Dhoni led CSK to an IPL title in 2010, then retained it in 2011. In between, he sent Nuwan Kulasekara into the orbits to clinch a World Cup. In 2013, he completed the full set of ICC trophies by winning the Champions Trophy. This was a phase when he could do little wrong – especially in Chennai.

In 2012/13, he played two of his most famous innings in the city. First, an unbeaten 113 to lift India from 29-5 to 227-6 in an ODI against Pakistan. Then his highest Test score, the savage 265-ball 224 against Australia. “Two of the finest knocks we've had here at Chepauk,” feels Anirudh Narayanan, a Tamil Nadu Cricket Association umpire.

Thala for a reason

Then the fixing scandals unfolded. CSK were banned for 2016 and 2017. But the cheers followed Dhoni as he took the field in an unfamiliar Pune shirt. By the time CSK returned to the fold, he was no longer the Indian captain in any format.

If there was any doubt over him retaining his aura, it faded when the CSK fans “reverentially bathed” his cut-out poster in milk. He had arrived.

“Dhoni is THE God! Much like Rajni [actor Rajinikanth] is,” believes Anirudh.

When CSK’s home games were moved out of Chennai to Pune due to a water crisis, the franchise arranged for a special train for fans. They were full. To handle the immense pressure of returning to the fold, Dhoni and coach Stephen Fleming insisted on backing experience. CSK’s “Dad’s Army” won their third title.

The legend continued to grow with every title win. CSK won the IPL in 2021, then in 2023. By then, Dhoni was clearly well past his prime, but you could still hear the CSK fans cheering the fall of their own wickets, as you can even in 2025.

Anirudh, who has been one of them, clarifies: “No crowd member hates [Ravindra] Jadeja at all.

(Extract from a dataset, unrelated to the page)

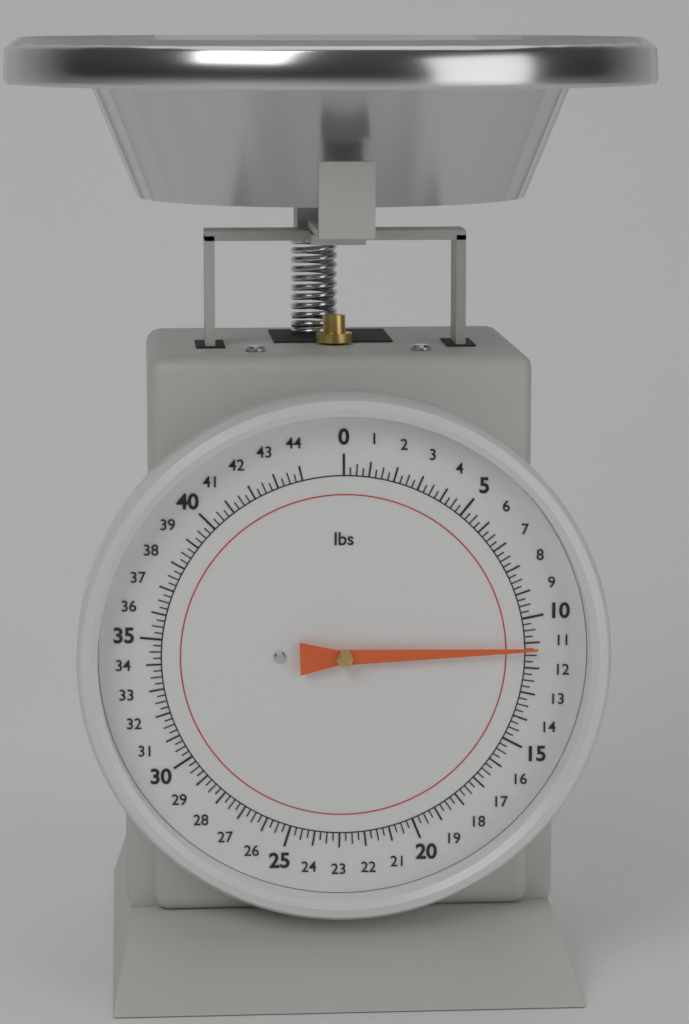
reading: 11.25 lbs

The love for MS Dhoni outshines the pity for the previous batter, not just Jadeja, walking off.”

But the batter feels differently. “Sometimes when you are, as an individual, going out to bat, they are shouting from the crowd, literally asking you to get out,” reminisced Ambati Rayudu, who had left the ground amidst celebrations and whistles from his own crowd.

In stature, the man has outgrown the cause of the team. What greater proof of stardom can there be?